* Exercise goal: Skip every picture while you write out the records below, from the first line through the one that contains "Task: Click on", both ends kept.

* Information shown:

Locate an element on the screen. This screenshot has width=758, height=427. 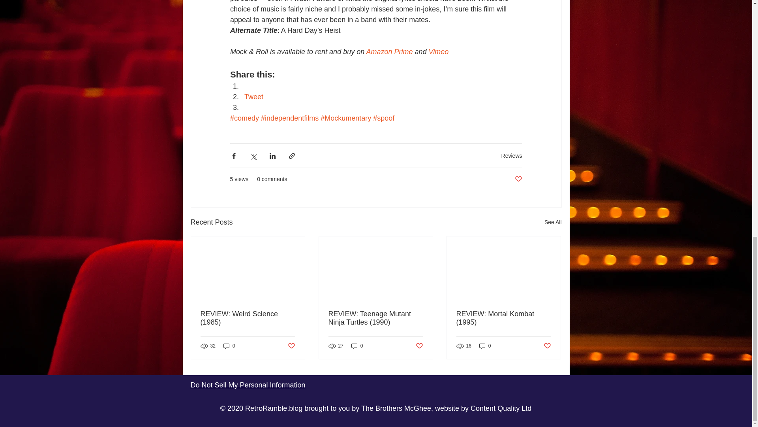
0 is located at coordinates (229, 345).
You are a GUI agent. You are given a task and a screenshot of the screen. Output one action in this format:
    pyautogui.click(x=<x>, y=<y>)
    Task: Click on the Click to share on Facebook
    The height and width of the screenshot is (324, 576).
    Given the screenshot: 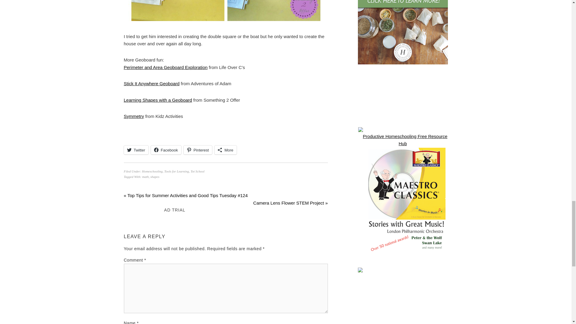 What is the action you would take?
    pyautogui.click(x=166, y=150)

* Result:
Locate an element on the screen. This screenshot has width=758, height=427. 
0 is located at coordinates (229, 345).
You are a GUI agent. You are given a task and a screenshot of the screen. Output one action in this format:
    pyautogui.click(x=<x>, y=<y>)
    Task: Click on the Click to share on Facebook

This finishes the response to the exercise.